How To Install and Configure VNC Server in CentOS 7 / RHEL 7

Channel: Centos/Redhat
Abstract: enter the password that you have created earlier. Configure VNC Server in CentOS 7 – VNC Authentication Now you will get the vnc desktop session. Conf

The following simple guide helps you to setup the VNC server on RHEL 7 / CentOS 7 machines, VNC help to share the desktop with the other machines which have a client installed.

VNC server and client are not installed, by default. You need to setup the vnc server manually.

Prerequisites

Before installing the VNC server, you would need install Gnome desktop using YUM command.

READ: Install Gnome Desktop on CentOS 7 / RHEL 7

Install VNC Server

VNC server package is available on base operating system repository. So, you can install the tigervnc server and X11 fonts packages using the YUM command.

yum install -y tigervnc-server xorg-x11-fonts-Type1
Configure VNC Server

Copy the VNC server configuration file to /etc/systemd/system/ for configuring the system service. While copying, you can mention which port it should listen.

By default VNC server listens on 5900, but if you setup port-offset for VNC; we can run a service on a sub-port of the default port 5900.

For example, if we mention port 5, the desktop will be accessible on 5905.  You can connect the VNC server by specifying ipaddress:sub-port (192.168.2.109:5 or 192.168.2.109:5905)

cp /lib/systemd/system/[email protected] /etc/systemd/system/vncserver@:5.service

Edit the copied file.

vi /etc/systemd/system/vncserver@:5.service

At the end of the file, you will find the lines like below.

[Unit]
Description=Remote desktop service (VNC)
After=syslog.target network.target
[Service]
Type=forking
# Clean any existing files in /tmp/.X11-unix environment
ExecStartPre=/bin/sh -c '/usr/bin/vncserver -kill %i > /dev/null 2>&1 || :'
ExecStart=/sbin/runuser -l <USER> -c "/usr/bin/vncserver %i"
PIDFile=/home/<USER>/.vnc/%H%i.pid
ExecStop=/bin/sh -c '/usr/bin/vncserver -kill %i > /dev/null 2>&1 || :'
[Install]
WantedBy=multi-user.target

Replace <USER> with your real user, in my case, i replaced with a user called raj.

[Unit]
Description=Remote desktop service (VNC)
After=syslog.target network.target
[Service]
Type=forking
# Clean any existing files in /tmp/.X11-unix environment
ExecStartPre=/bin/sh -c '/usr/bin/vncserver -kill %i > /dev/null 2>&1 || :'
ExecStart=/sbin/runuser -l raj -c "/usr/bin/vncserver %i"
PIDFile=/home/raj/.vnc/%H%i.pid
ExecStop=/bin/sh -c '/usr/bin/vncserver -kill %i > /dev/null 2>&1 || :'
[Install]
WantedBy=multi-user.target
Firewall

Add firewall rules to allow the VNC connection. The following rule is set as per the port-offset mentioned in the previous step.

firewall-cmd --permanent --add-port=5905/tcp
firewall-cmd --reload
Start VNC Server

Start VNC server after switching to raj.

[raj@server ~]$ vncserver

Set the password.

You will require a password to access your desktops.

Password:
Verify:
xauth:  file /home/raj/.Xauthority does not exist

New 'localhost.localdomain:1 (raj)' desktop is server.itzgeek.com:1

Creating default startup script /home/raj/.vnc/xstartup
Starting applications specified in /home/raj/.vnc/xstartup
Log file is /home/raj/.vnc/server.itzgeek.com:1.log
Enable VNC Server

Switch to the root user.

su -

Reload the systemctl daemon as root.

systemctl daemon-reload

Start the VNC service as root.

systemctl start vncserver@:5.service

Enable it on system startup as root.

systemctl enable vncserver@:5.service
Access VNC Desktop

Open up a VNC viewer from Windows machine and enter a remote desktop address.

ipaddress:5905

OR

ipaddress:5

Configure VNC Server in CentOS 7 – VNC Connection You will be asked to enter the password, enter the password that you have created earlier. Configure VNC Server in CentOS 7 – VNC Authentication Now you will get the vnc desktop session. Configure VNC Server in CentOS 7 – VNC Desktop  That’s All. You have successfully configured VNC server on CentOS 7 / RHEL 7.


# THE TASK
Every line of the data below should be repeated exactly, and no picture should be copied.

(Entries from a visual dataset)
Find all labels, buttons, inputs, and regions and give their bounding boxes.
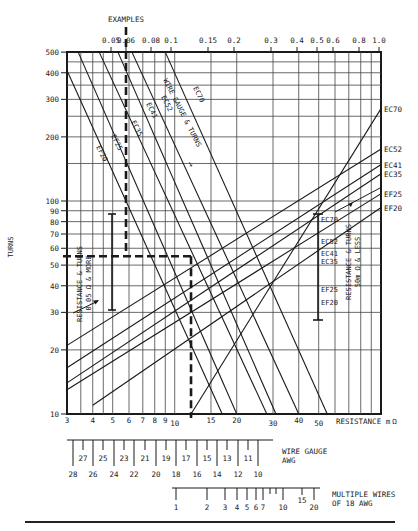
awg-tick-label: 26 bbox=[88, 470, 98, 479]
x-tick-label: 50 bbox=[314, 419, 324, 428]
top-axis: 0.050.060.080.10.150.20.30.40.50.60.81.0 bbox=[102, 36, 386, 52]
awg-tick-label: 19 bbox=[161, 454, 170, 463]
rt-left-label-2: 0.05 Ω & MORE bbox=[85, 256, 93, 311]
label-ec35-falling: EC35 bbox=[129, 119, 144, 138]
awg-tick-label: 28 bbox=[68, 470, 78, 479]
line-ec41-resistance bbox=[67, 165, 381, 368]
y-tick-label: 60 bbox=[50, 244, 60, 253]
awg-label-1: WIRE GAUGE bbox=[282, 447, 328, 456]
wire-gauge-awg-scale: 28262422201816141210272523211917151311 bbox=[67, 440, 273, 479]
x-tick-label: 7 bbox=[141, 416, 146, 425]
y-tick-label: 10 bbox=[50, 410, 60, 419]
x-tick-label: 4 bbox=[90, 416, 95, 425]
label-ec35-right: EC35 bbox=[384, 170, 402, 179]
y-axis: 102030405060708090100200300400500 bbox=[45, 48, 67, 419]
awg-label-2: AWG bbox=[282, 456, 296, 465]
mw-tick-label: 2 bbox=[205, 503, 210, 512]
x-tick-label: 20 bbox=[232, 416, 242, 425]
awg-tick-label: 15 bbox=[202, 454, 211, 463]
awg-tick-label: 12 bbox=[233, 470, 242, 479]
label-ec41-right: EC41 bbox=[384, 161, 402, 170]
x-axis-title: RESISTANCE mΩ bbox=[336, 417, 397, 426]
mw-tick-label: 20 bbox=[309, 503, 319, 512]
top-tick-label: 0.3 bbox=[264, 36, 278, 45]
x-tick-label: 9 bbox=[163, 416, 168, 425]
y-axis-title: TURNS bbox=[7, 236, 15, 257]
wire-gauge-turns-lines: EF20EF25EC35EC41EC52EC70 bbox=[67, 52, 327, 414]
awg-tick-label: 17 bbox=[181, 454, 190, 463]
rt-left-label-1: RESISTANCE & TURNS bbox=[76, 246, 84, 322]
x-tick-label: 3 bbox=[65, 416, 70, 425]
mw-tick-label: 5 bbox=[245, 503, 250, 512]
label-ef25-right: EF25 bbox=[384, 190, 402, 199]
line-ec52-resistance bbox=[67, 149, 381, 345]
line-ec35-resistance bbox=[67, 174, 381, 383]
top-tick-label: 0.08 bbox=[142, 36, 161, 45]
examples-label: EXAMPLES bbox=[108, 15, 145, 24]
awg-tick-label: 13 bbox=[222, 454, 231, 463]
line-ec41-wire-gauge bbox=[118, 52, 276, 414]
awg-tick-label: 16 bbox=[192, 470, 202, 479]
y-tick-label: 500 bbox=[45, 48, 59, 57]
nomograph-chart: 0.050.060.080.10.150.20.30.40.50.60.81.0… bbox=[0, 0, 418, 531]
bracket-label-ef25: EF25 bbox=[321, 286, 338, 294]
y-tick-label: 50 bbox=[50, 261, 60, 270]
multiple-wires-scale: 1234567101520 bbox=[172, 488, 320, 512]
y-tick-label: 100 bbox=[45, 197, 59, 206]
top-tick-label: 0.4 bbox=[290, 36, 304, 45]
x-tick-label: 8 bbox=[152, 416, 157, 425]
mw-tick-label: 4 bbox=[235, 503, 240, 512]
bracket-label-ec70: EC70 bbox=[321, 216, 338, 224]
awg-tick-label: 20 bbox=[151, 470, 161, 479]
mw-tick-label: 1 bbox=[174, 503, 179, 512]
top-tick-label: 0.15 bbox=[199, 36, 217, 45]
rt-right-label-2: 50m Ω & LESS bbox=[354, 237, 362, 288]
x-axis-bottom: 3456789101520304050 bbox=[65, 416, 324, 428]
multiple-wires-label-1: MULTIPLE WIRES bbox=[332, 490, 396, 499]
top-tick-label: 0.6 bbox=[326, 36, 340, 45]
x-tick-label: 15 bbox=[206, 416, 215, 425]
y-tick-label: 80 bbox=[50, 218, 60, 227]
awg-tick-label: 23 bbox=[119, 454, 128, 463]
mw-tick-label: 10 bbox=[278, 503, 288, 512]
awg-tick-label: 10 bbox=[253, 470, 263, 479]
top-tick-label: 0.8 bbox=[352, 36, 366, 45]
mw-tick-label: 15 bbox=[297, 496, 306, 505]
line-ef20-wire-gauge bbox=[67, 70, 222, 414]
awg-tick-label: 18 bbox=[171, 470, 181, 479]
multiple-wires-label-2: OF 18 AWG bbox=[332, 499, 373, 508]
awg-tick-label: 14 bbox=[212, 470, 222, 479]
awg-tick-label: 27 bbox=[78, 454, 87, 463]
x-tick-label: 6 bbox=[127, 416, 132, 425]
mw-tick-label: 7 bbox=[261, 503, 266, 512]
label-ef25-falling: EF25 bbox=[109, 133, 124, 152]
bracket-label-ec35: EC35 bbox=[321, 258, 338, 266]
y-tick-label: 20 bbox=[50, 346, 60, 355]
awg-tick-label: 24 bbox=[109, 470, 119, 479]
top-tick-label: 0.2 bbox=[227, 36, 241, 45]
top-tick-label: 1.0 bbox=[372, 36, 386, 45]
rt-right-label-1: RESISTANCE & TURNS bbox=[345, 224, 353, 300]
mw-tick-label: 3 bbox=[223, 503, 228, 512]
x-tick-label: 10 bbox=[170, 419, 180, 428]
label-ef20-right: EF20 bbox=[384, 204, 403, 213]
awg-tick-label: 21 bbox=[140, 454, 149, 463]
awg-tick-label: 22 bbox=[129, 470, 138, 479]
label-ef20-falling: EF20 bbox=[94, 144, 109, 163]
mw-tick-label: 6 bbox=[254, 503, 259, 512]
wire-gauge-arrow: → bbox=[185, 159, 197, 169]
left-arrow-head-icon bbox=[93, 300, 99, 305]
top-tick-label: 0.1 bbox=[164, 36, 178, 45]
figure-caption bbox=[25, 521, 395, 531]
awg-tick-label: 25 bbox=[98, 454, 107, 463]
x-tick-label: 30 bbox=[268, 419, 278, 428]
label-ec70-falling: EC70 bbox=[191, 85, 206, 104]
bracket-label-ec52: EC52 bbox=[321, 238, 338, 246]
y-tick-label: 40 bbox=[50, 282, 60, 291]
y-tick-label: 400 bbox=[45, 69, 59, 78]
bracket-label-ec41: EC41 bbox=[321, 250, 338, 258]
x-tick-label: 5 bbox=[110, 416, 115, 425]
awg-tick-label: 11 bbox=[243, 454, 252, 463]
label-ec70-right: EC70 bbox=[384, 105, 403, 114]
y-tick-label: 300 bbox=[45, 95, 59, 104]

# OUTPUT FOR THIS EXERCISE
Find all labels, buttons, inputs, and regions and give their bounding boxes.
awg-tick-label: 26 bbox=[88, 470, 98, 479]
x-tick-label: 50 bbox=[314, 419, 324, 428]
top-axis: 0.050.060.080.10.150.20.30.40.50.60.81.0 bbox=[102, 36, 386, 52]
awg-tick-label: 19 bbox=[161, 454, 170, 463]
rt-left-label-2: 0.05 Ω & MORE bbox=[85, 256, 93, 311]
label-ec35-falling: EC35 bbox=[129, 119, 144, 138]
awg-tick-label: 28 bbox=[68, 470, 78, 479]
line-ec41-resistance bbox=[67, 165, 381, 368]
y-tick-label: 60 bbox=[50, 244, 60, 253]
awg-label-1: WIRE GAUGE bbox=[282, 447, 328, 456]
wire-gauge-awg-scale: 28262422201816141210272523211917151311 bbox=[67, 440, 273, 479]
x-tick-label: 7 bbox=[141, 416, 146, 425]
y-tick-label: 10 bbox=[50, 410, 60, 419]
x-tick-label: 4 bbox=[90, 416, 95, 425]
label-ec35-right: EC35 bbox=[384, 170, 402, 179]
y-axis: 102030405060708090100200300400500 bbox=[45, 48, 67, 419]
awg-label-2: AWG bbox=[282, 456, 296, 465]
mw-tick-label: 2 bbox=[205, 503, 210, 512]
x-tick-label: 20 bbox=[232, 416, 242, 425]
awg-tick-label: 15 bbox=[202, 454, 211, 463]
awg-tick-label: 12 bbox=[233, 470, 242, 479]
label-ec41-right: EC41 bbox=[384, 161, 402, 170]
x-axis-title: RESISTANCE mΩ bbox=[336, 417, 397, 426]
mw-tick-label: 20 bbox=[309, 503, 319, 512]
top-tick-label: 0.3 bbox=[264, 36, 278, 45]
x-tick-label: 9 bbox=[163, 416, 168, 425]
y-axis-title: TURNS bbox=[7, 236, 15, 257]
wire-gauge-turns-lines: EF20EF25EC35EC41EC52EC70 bbox=[67, 52, 327, 414]
awg-tick-label: 17 bbox=[181, 454, 190, 463]
rt-left-label-1: RESISTANCE & TURNS bbox=[76, 246, 84, 322]
x-tick-label: 3 bbox=[65, 416, 70, 425]
mw-tick-label: 5 bbox=[245, 503, 250, 512]
label-ef25-right: EF25 bbox=[384, 190, 402, 199]
line-ec52-resistance bbox=[67, 149, 381, 345]
line-ec35-resistance bbox=[67, 174, 381, 383]
top-tick-label: 0.08 bbox=[142, 36, 161, 45]
examples-label: EXAMPLES bbox=[108, 15, 145, 24]
awg-tick-label: 13 bbox=[222, 454, 231, 463]
line-ec41-wire-gauge bbox=[118, 52, 276, 414]
awg-tick-label: 16 bbox=[192, 470, 202, 479]
y-tick-label: 500 bbox=[45, 48, 59, 57]
nomograph-chart: 0.050.060.080.10.150.20.30.40.50.60.81.0… bbox=[0, 0, 418, 531]
bracket-label-ef25: EF25 bbox=[321, 286, 338, 294]
y-tick-label: 50 bbox=[50, 261, 60, 270]
multiple-wires-scale: 1234567101520 bbox=[172, 488, 320, 512]
y-tick-label: 100 bbox=[45, 197, 59, 206]
top-tick-label: 0.4 bbox=[290, 36, 304, 45]
x-tick-label: 8 bbox=[152, 416, 157, 425]
mw-tick-label: 4 bbox=[235, 503, 240, 512]
bracket-label-ec70: EC70 bbox=[321, 216, 338, 224]
awg-tick-label: 20 bbox=[151, 470, 161, 479]
mw-tick-label: 1 bbox=[174, 503, 179, 512]
top-tick-label: 0.15 bbox=[199, 36, 217, 45]
rt-right-label-2: 50m Ω & LESS bbox=[354, 237, 362, 288]
x-axis-bottom: 3456789101520304050 bbox=[65, 416, 324, 428]
multiple-wires-label-1: MULTIPLE WIRES bbox=[332, 490, 396, 499]
top-tick-label: 0.6 bbox=[326, 36, 340, 45]
x-tick-label: 15 bbox=[206, 416, 215, 425]
y-tick-label: 80 bbox=[50, 218, 60, 227]
awg-tick-label: 23 bbox=[119, 454, 128, 463]
mw-tick-label: 10 bbox=[278, 503, 288, 512]
awg-tick-label: 10 bbox=[253, 470, 263, 479]
top-tick-label: 0.8 bbox=[352, 36, 366, 45]
mw-tick-label: 15 bbox=[297, 496, 306, 505]
line-ef20-wire-gauge bbox=[67, 70, 222, 414]
awg-tick-label: 18 bbox=[171, 470, 181, 479]
multiple-wires-label-2: OF 18 AWG bbox=[332, 499, 373, 508]
awg-tick-label: 14 bbox=[212, 470, 222, 479]
awg-tick-label: 27 bbox=[78, 454, 87, 463]
x-tick-label: 6 bbox=[127, 416, 132, 425]
mw-tick-label: 7 bbox=[261, 503, 266, 512]
label-ef25-falling: EF25 bbox=[109, 133, 124, 152]
bracket-label-ec35: EC35 bbox=[321, 258, 338, 266]
y-tick-label: 20 bbox=[50, 346, 60, 355]
awg-tick-label: 24 bbox=[109, 470, 119, 479]
top-tick-label: 0.2 bbox=[227, 36, 241, 45]
top-tick-label: 1.0 bbox=[372, 36, 386, 45]
rt-right-label-1: RESISTANCE & TURNS bbox=[345, 224, 353, 300]
mw-tick-label: 3 bbox=[223, 503, 228, 512]
x-tick-label: 10 bbox=[170, 419, 180, 428]
label-ef20-right: EF20 bbox=[384, 204, 403, 213]
awg-tick-label: 21 bbox=[140, 454, 149, 463]
awg-tick-label: 22 bbox=[129, 470, 138, 479]
label-ef20-falling: EF20 bbox=[94, 144, 109, 163]
mw-tick-label: 6 bbox=[254, 503, 259, 512]
wire-gauge-arrow: → bbox=[185, 159, 197, 169]
left-arrow-head-icon bbox=[93, 300, 99, 305]
top-tick-label: 0.1 bbox=[164, 36, 178, 45]
figure-caption bbox=[25, 521, 395, 531]
awg-tick-label: 25 bbox=[98, 454, 107, 463]
x-tick-label: 30 bbox=[268, 419, 278, 428]
label-ec70-falling: EC70 bbox=[191, 85, 206, 104]
bracket-label-ec52: EC52 bbox=[321, 238, 338, 246]
y-tick-label: 40 bbox=[50, 282, 60, 291]
y-tick-label: 400 bbox=[45, 69, 59, 78]
bracket-label-ec41: EC41 bbox=[321, 250, 338, 258]
x-tick-label: 5 bbox=[110, 416, 115, 425]
awg-tick-label: 11 bbox=[243, 454, 252, 463]
label-ec70-right: EC70 bbox=[384, 105, 403, 114]
y-tick-label: 300 bbox=[45, 95, 59, 104]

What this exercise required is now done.